Ruth Etzioni, Micha Mandel, Roman Gulati

Springer, January 2021


Statistics for Health Data Science is a well-written book that covers a wide range of topics. The authors state that the book is appropriate for someone with an introductory course in statistical models and I found that audience to be appropriate as I read the text. The basics of statistical inference and linear regression modeling are reviewed briefly in Chapters 2 and 3 before more advanced material is introduced. The middle third of the book covers models for binary and count data, and health care costs (including gamma models and two-part models for continuous outcomes with a high number of zeros). Finally, the book ends with multiple chapters on more advanced topics: bootstrap, causal inference, complex surveys, and prediction. In general, the book is very easy to read and provides many easy-to-understand and well-developed examples.
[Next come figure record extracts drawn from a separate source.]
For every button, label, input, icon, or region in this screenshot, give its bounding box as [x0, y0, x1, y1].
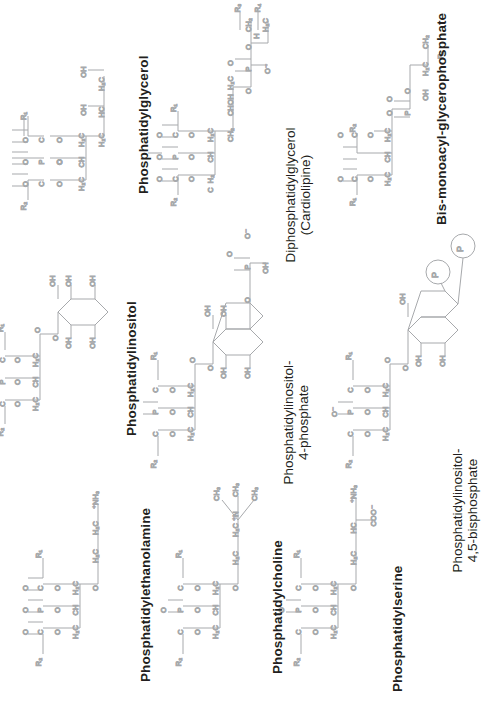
svg-text:O: O: [226, 60, 235, 66]
svg-text:HC: HC: [97, 106, 106, 117]
svg-text:R₁: R₁: [34, 550, 43, 558]
svg-text:R₁: R₁: [348, 198, 357, 206]
svg-text:CH₂: CH₂: [244, 18, 253, 32]
structure-bis-monoacyl-glycerophosphate: H₂C CH H₂C O O C C O O R₂ R₁ O P O O OH …: [336, 35, 445, 206]
svg-text:O: O: [21, 629, 30, 635]
svg-text:O: O: [385, 110, 394, 116]
svg-text:O: O: [187, 154, 196, 160]
svg-text:C: C: [0, 401, 7, 407]
label-phosphatidylcholine: Phosphatidylcholine: [270, 540, 285, 674]
svg-text:⁺NH₃: ⁺NH₃: [91, 491, 100, 509]
svg-text:OH: OH: [398, 293, 407, 304]
svg-text:P: P: [176, 607, 185, 612]
svg-text:O: O: [244, 44, 253, 50]
svg-text:C: C: [176, 629, 185, 635]
svg-text:O: O: [363, 431, 372, 437]
svg-text:O: O: [91, 585, 100, 591]
svg-text:O: O: [231, 585, 240, 591]
svg-text:OH: OH: [64, 275, 73, 286]
svg-text:P: P: [0, 379, 7, 384]
svg-text:P: P: [346, 409, 355, 414]
svg-text:R₁: R₁: [344, 352, 353, 360]
svg-text:R₂: R₂: [348, 124, 357, 132]
svg-text:O: O: [193, 585, 202, 591]
svg-text:O⁻: O⁻: [243, 229, 252, 239]
svg-text:O: O: [55, 159, 64, 165]
label-line-1: Phosphatidylinositol-: [281, 361, 296, 485]
label-phosphatidylserine: Phosphatidylserine: [390, 566, 405, 692]
svg-text:CH₃: CH₃: [250, 487, 259, 501]
svg-text:H₂C: H₂C: [261, 18, 270, 32]
svg-text:OH: OH: [414, 355, 423, 366]
svg-text:O: O: [21, 159, 30, 165]
svg-text:CH: CH: [206, 152, 215, 163]
svg-text:O: O: [21, 137, 30, 143]
svg-text:O: O: [21, 181, 30, 187]
svg-text:O: O: [53, 607, 62, 613]
svg-text:O: O: [21, 585, 30, 591]
svg-text:P: P: [294, 607, 303, 612]
structure-phosphatidylcholine: H₂C CH H₂C O O O C C P O R₁ R₂ O H₂C H₂C…: [159, 483, 259, 666]
svg-text:R₁: R₁: [174, 550, 183, 558]
svg-text:OH: OH: [203, 305, 212, 316]
svg-text:P: P: [455, 246, 465, 252]
svg-text:P: P: [171, 154, 180, 159]
svg-text:O: O: [21, 607, 30, 613]
svg-text:CH: CH: [186, 407, 195, 418]
label-phosphatidylinositol-4-5-bisphosphate: Phosphatidylinositol- 4,5-bisphosphate: [450, 423, 480, 598]
structure-phosphatidylinositol: H₂C CH H₂C O O O C C P R₁ R₂ O O OH OH O…: [0, 275, 108, 436]
label-line-2: 4,5-bisphosphate: [465, 459, 480, 563]
svg-text:H₂: H₂: [206, 175, 215, 183]
svg-text:H₂C: H₂C: [231, 523, 240, 537]
svg-text:C: C: [294, 629, 303, 635]
label-bis-monoacyl-glycerophosphate: Bis-monoacyl-glycerophosphate: [434, 13, 449, 225]
svg-text:C: C: [171, 132, 180, 138]
svg-text:O: O: [155, 176, 164, 182]
svg-text:O: O: [244, 88, 253, 94]
svg-text:O⁻: O⁻: [263, 64, 272, 74]
svg-text:C: C: [36, 585, 45, 591]
svg-text:O: O: [193, 629, 202, 635]
svg-text:P: P: [430, 272, 440, 278]
svg-text:R₁: R₁: [149, 352, 158, 360]
svg-text:CH₃: CH₃: [212, 487, 221, 501]
svg-text:C: C: [37, 181, 46, 187]
svg-text:O: O: [311, 607, 320, 613]
label-line-2: (Cardiolipine): [298, 155, 313, 235]
svg-text:H₂C: H₂C: [383, 172, 392, 186]
svg-text:R₂: R₂: [0, 428, 5, 436]
svg-text:C: C: [294, 585, 303, 591]
svg-text:H: H: [252, 33, 261, 38]
svg-text:H₂C: H₂C: [31, 397, 40, 411]
svg-text:O: O: [363, 387, 372, 393]
structure-phosphatidylinositol-4-phosphate: H₂C CH H₂C O O O C C P R₁ R₂ O O OH OH O…: [143, 229, 270, 468]
svg-text:R₁: R₁: [292, 550, 301, 558]
svg-text:P: P: [403, 110, 412, 115]
svg-text:C: C: [0, 357, 7, 363]
svg-text:H₂C: H₂C: [71, 581, 80, 595]
svg-text:CH: CH: [31, 377, 40, 388]
svg-text:CH: CH: [77, 157, 86, 168]
svg-text:P: P: [151, 409, 160, 414]
svg-text:R₂: R₂: [174, 658, 183, 666]
svg-text:H₂C: H₂C: [211, 625, 220, 639]
svg-text:P: P: [244, 66, 253, 71]
svg-text:O: O: [33, 327, 42, 333]
svg-text:H₂C: H₂C: [381, 427, 390, 441]
svg-text:OH: OH: [219, 367, 228, 378]
svg-text:H₂C: H₂C: [186, 427, 195, 441]
svg-text:OH: OH: [64, 337, 73, 348]
svg-text:R₁: R₁: [0, 324, 5, 332]
svg-text:H₂C: H₂C: [31, 353, 40, 367]
svg-text:O: O: [13, 401, 22, 407]
svg-text:O: O: [55, 137, 64, 143]
svg-text:H₂C: H₂C: [77, 177, 86, 191]
svg-text:C: C: [206, 187, 215, 193]
svg-text:C: C: [346, 431, 355, 437]
svg-text:R₂: R₂: [19, 202, 28, 210]
svg-text:R₂: R₂: [149, 460, 158, 468]
svg-text:O: O: [13, 357, 22, 363]
svg-text:O: O: [366, 176, 375, 182]
svg-text:OH: OH: [438, 355, 447, 366]
svg-text:C: C: [36, 629, 45, 635]
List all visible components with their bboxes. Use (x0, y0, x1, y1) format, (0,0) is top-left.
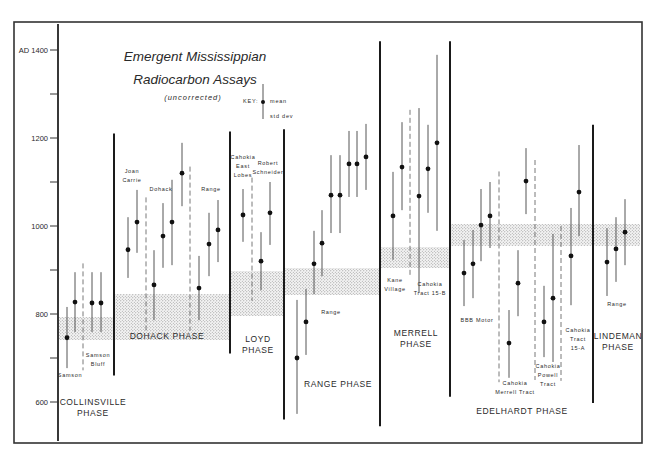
phase-label: MERRELL (394, 328, 438, 338)
mean-point (471, 261, 476, 266)
mean-point (435, 140, 440, 145)
site-label: Range (201, 186, 221, 192)
key-mean-dot (261, 100, 265, 104)
mean-point (216, 228, 221, 233)
mean-point (197, 286, 202, 291)
mean-point (364, 155, 369, 160)
site-label: Range (607, 301, 627, 307)
key-std-dev-label: std dev (270, 113, 293, 119)
site-label: Dohack (150, 186, 173, 192)
mean-point (338, 193, 343, 198)
site-label: Samson (58, 372, 82, 378)
chart-note: (uncorrected) (164, 93, 222, 102)
mean-point (161, 234, 166, 239)
site-label: Samson (86, 352, 110, 358)
y-axis: AD 140012001000800600 (19, 24, 58, 441)
site-label: East (236, 163, 250, 169)
mean-point (516, 281, 521, 286)
site-label: Tract (540, 381, 556, 387)
mean-point (569, 254, 574, 259)
site-label: Cahokia (535, 363, 560, 369)
y-tick-label: 600 (35, 398, 48, 407)
mean-point (462, 271, 467, 276)
site-label: Bluff (91, 361, 105, 367)
radiocarbon-chart: AD 140012001000800600 SamsonSamsonBluffJ… (0, 0, 654, 459)
mean-point (99, 301, 104, 306)
mean-point (65, 335, 70, 340)
site-label: Powell (538, 372, 558, 378)
mean-point (542, 320, 547, 325)
mean-point (479, 223, 484, 228)
site-label: Carrie (122, 177, 141, 183)
mean-point (417, 194, 422, 199)
mean-point (577, 190, 582, 195)
mean-point (551, 296, 556, 301)
legend-key: KEY: mean std dev (243, 84, 293, 119)
mean-point (152, 283, 157, 288)
mean-point (426, 166, 431, 171)
mean-point (488, 213, 493, 218)
phase-label: DOHACK PHASE (130, 331, 205, 341)
chart-subtitle: Radiocarbon Assays (133, 72, 257, 87)
phase-label: LINDEMAN (594, 331, 643, 341)
y-tick-label: 1200 (31, 134, 48, 143)
mean-point (391, 213, 396, 218)
phase-label: PHASE (400, 339, 432, 349)
mean-point (295, 356, 300, 361)
mean-point (614, 246, 619, 251)
y-tick-label: 1000 (31, 222, 48, 231)
site-label: Village (384, 286, 405, 292)
mean-point (180, 171, 185, 176)
phase-band (450, 224, 640, 246)
mean-point (312, 261, 317, 266)
mean-point (170, 220, 175, 225)
site-label: Cahokia (417, 281, 442, 287)
phase-label: LOYD (245, 334, 271, 344)
mean-point (400, 165, 405, 170)
phase-label: RANGE PHASE (304, 379, 372, 389)
site-label: Robert (258, 160, 279, 166)
mean-point (329, 193, 334, 198)
mean-point (623, 230, 628, 235)
mean-point (304, 320, 309, 325)
phase-label: PHASE (77, 408, 109, 418)
mean-point (347, 162, 352, 167)
y-tick-label: 800 (35, 310, 48, 319)
mean-point (355, 162, 360, 167)
chart-title-block: Emergent Mississippian Radiocarbon Assay… (124, 49, 267, 102)
mean-point (268, 210, 273, 215)
site-label: Range (321, 309, 341, 315)
y-tick-label: AD 1400 (19, 46, 48, 55)
site-label: Joan (125, 168, 140, 174)
phase-band (230, 271, 284, 316)
phase-label: PHASE (602, 342, 634, 352)
mean-point (135, 220, 140, 225)
mean-point (507, 341, 512, 346)
key-mean-label: mean (270, 98, 287, 104)
site-label: BBB Motor (461, 317, 494, 323)
site-label: Cahokia (230, 154, 255, 160)
mean-point (73, 300, 78, 305)
site-label: Cahokia (502, 380, 527, 386)
mean-point (241, 213, 246, 218)
mean-point (207, 242, 212, 247)
site-label: Kane (387, 277, 403, 283)
phase-label: EDELHARDT PHASE (476, 406, 568, 416)
chart-title: Emergent Mississippian (124, 49, 267, 64)
site-label: Schneider (252, 169, 283, 175)
site-label: Cahokia (565, 327, 590, 333)
phase-band (284, 268, 380, 295)
site-label: Merrell Tract (495, 389, 535, 395)
mean-point (605, 260, 610, 265)
site-label: Tract 15-B (414, 290, 446, 296)
site-label: Tract (570, 336, 586, 342)
mean-point (524, 179, 529, 184)
phase-band (380, 247, 450, 268)
mean-point (90, 301, 95, 306)
phase-label: COLLINSVILLE (60, 397, 127, 407)
mean-point (126, 247, 131, 252)
phase-label: PHASE (242, 345, 274, 355)
site-label: 15-A (571, 345, 585, 351)
key-label: KEY: (243, 98, 258, 104)
mean-point (320, 241, 325, 246)
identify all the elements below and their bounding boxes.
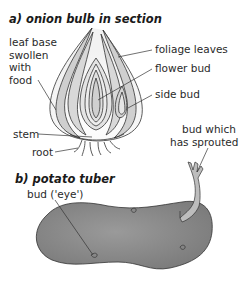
label-bud-sprouted: bud which: [182, 123, 236, 136]
onion-title: a) onion bulb in section: [9, 12, 162, 26]
label-leaf-base: leaf base swollen with food: [9, 36, 57, 86]
leader-foliage-leaves: [118, 50, 152, 57]
label-root: root: [32, 146, 53, 159]
onion-bulb: [50, 28, 142, 156]
onion-roots: [74, 140, 120, 156]
label-stem: stem: [13, 128, 39, 141]
label-bud-sprouted-line2: has sprouted: [170, 136, 238, 149]
label-bud-eye: bud ('eye'): [27, 188, 83, 201]
potato-title: b) potato tuber: [15, 172, 115, 186]
label-foliage-leaves: foliage leaves: [155, 43, 228, 56]
label-flower-bud: flower bud: [155, 62, 211, 75]
label-side-bud: side bud: [155, 88, 200, 101]
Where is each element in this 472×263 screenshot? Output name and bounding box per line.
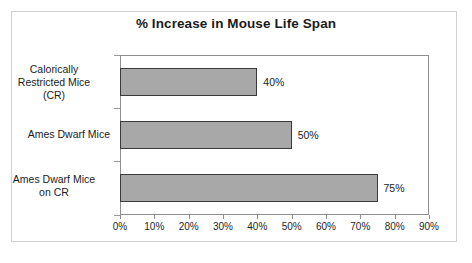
- x-axis-ticks: [120, 215, 429, 220]
- x-axis-tick: [120, 215, 121, 219]
- y-axis-label-calorically-restricted-mice: Calorically Restricted Mice (CR): [0, 63, 110, 102]
- y-axis-label-ames-dwarf-mice: Ames Dwarf Mice: [0, 128, 110, 141]
- x-axis-tick: [429, 215, 430, 219]
- y-axis-labels: Calorically Restricted Mice (CR) Ames Dw…: [0, 55, 115, 215]
- x-axis-tick: [292, 215, 293, 219]
- x-axis-tick: [189, 215, 190, 219]
- bar-ames-dwarf-mice-on-cr[interactable]: [120, 174, 378, 202]
- x-axis-tick: [223, 215, 224, 219]
- x-axis-tick: [395, 215, 396, 219]
- bar-calorically-restricted-mice[interactable]: [120, 68, 257, 96]
- y-axis-label-ames-dwarf-mice-on-cr: Ames Dwarf Mice on CR: [0, 173, 110, 199]
- bar-value-label: 75%: [384, 182, 405, 194]
- y-axis-label-line: (CR): [0, 89, 110, 102]
- y-axis-label-line: Restricted Mice: [0, 76, 110, 89]
- bar-value-label: 40%: [263, 76, 284, 88]
- y-axis-label-line: Ames Dwarf Mice: [0, 173, 110, 186]
- y-axis-label-line: on CR: [0, 186, 110, 199]
- x-axis-tick: [154, 215, 155, 219]
- chart-title: % Increase in Mouse Life Span: [0, 16, 472, 31]
- bars-layer: 40% 50% 75%: [120, 55, 429, 215]
- bar-value-label: 50%: [298, 129, 319, 141]
- y-axis-label-line: Calorically: [0, 63, 110, 76]
- x-axis-tick-label: 90%: [409, 221, 449, 232]
- x-axis-tick: [326, 215, 327, 219]
- bar-ames-dwarf-mice[interactable]: [120, 121, 292, 149]
- bar-row: 50%: [120, 108, 429, 161]
- bar-row: 75%: [120, 162, 429, 215]
- bar-row: 40%: [120, 55, 429, 108]
- x-axis-tick: [257, 215, 258, 219]
- y-axis-label-line: Ames Dwarf Mice: [0, 128, 110, 141]
- x-axis-tick: [360, 215, 361, 219]
- x-axis-labels: 0%10%20%30%40%50%60%70%80%90%: [0, 221, 472, 237]
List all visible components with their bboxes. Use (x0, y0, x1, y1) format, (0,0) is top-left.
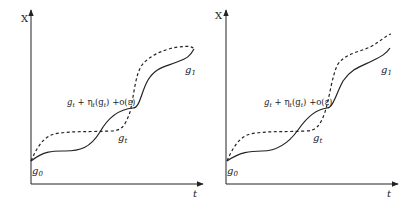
mid-label: gt (118, 132, 127, 145)
diagram-canvas: X t g0 g1 gt gt + ηt(gt) +o(ε) X t g0 g1… (0, 0, 417, 205)
y-axis-label: X (215, 10, 223, 21)
mid-label: gt (313, 132, 322, 145)
expression-label: gt + ηt(gt) +o(ε) (67, 97, 135, 108)
y-axis-label: X (21, 13, 29, 24)
expression-label: gt + ηt(gt) +o(ε) (264, 97, 332, 108)
start-label: g0 (32, 165, 43, 178)
x-axis-label: t (387, 188, 392, 199)
end-label: g1 (381, 64, 392, 77)
panel-left: X t g0 g1 gt gt + ηt(gt) +o(ε) (21, 10, 203, 199)
start-label: g0 (227, 165, 238, 178)
panel-right: X t g0 g1 gt gt + ηt(gt) +o(ε) (215, 10, 398, 199)
x-axis-label: t (193, 188, 198, 199)
end-label: g1 (185, 64, 196, 77)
The “Organic Approach” the authors take motivates all statistical models by real-world examples, often using publicly available data. Equations are used sparingly but when they are, they are fully developed and not notation-heavy. The authors stress that the research question should guide the decisions made in the statistical analysis. While chapters on causal inference and prediction may make that obvious, these topics are broached well before their respective chapters. For example, in the overview of linear regression in chapter 3, variable selection is discussed from standpoints of both exploratory and theoretically-driven questions. The authors explain how these approaches may lead to different analytical choices and the pros and cons of each approach in each context.


The authors’ website includes all code needed to reproduce the examples discussed in the book, allowing the reader to follow along and providing coding examples to use in future analyses. I see the decision to keep coding out of the text is a good one in this case – the book is heavily focused on understanding statistical concepts behind the techniques rather than applied coding. Long examples with excessive coding may have hindered the authors in achieving their goal. The only downside of this book from an instructor’s standpoint might be the lack of any end-of-chapter exercises.


I thoroughly enjoyed reading this book and am a bit disappointed that I don’t teach a class in which it would fit well. The closest course I teach covers linear and logistic regression, which are only two of the ten chapters in the book. I would, however, highly suggest it to any of my students who will be taking additional classes in the more advanced topics the book covers. The authors do a great job distilling important statistical information into a compact presentation and provide a very natural (“organic”?) development from one topic to the next. Such a book would be a good companion to the more technically detailed books focused on the topics this book covers in a single chapter. While I may not be assigning this book for my class, the quality of the text makes me reconsider the content I cover and whether I could make it work. At the least, I will surely be referring to this text as I prepare to teach in the fall.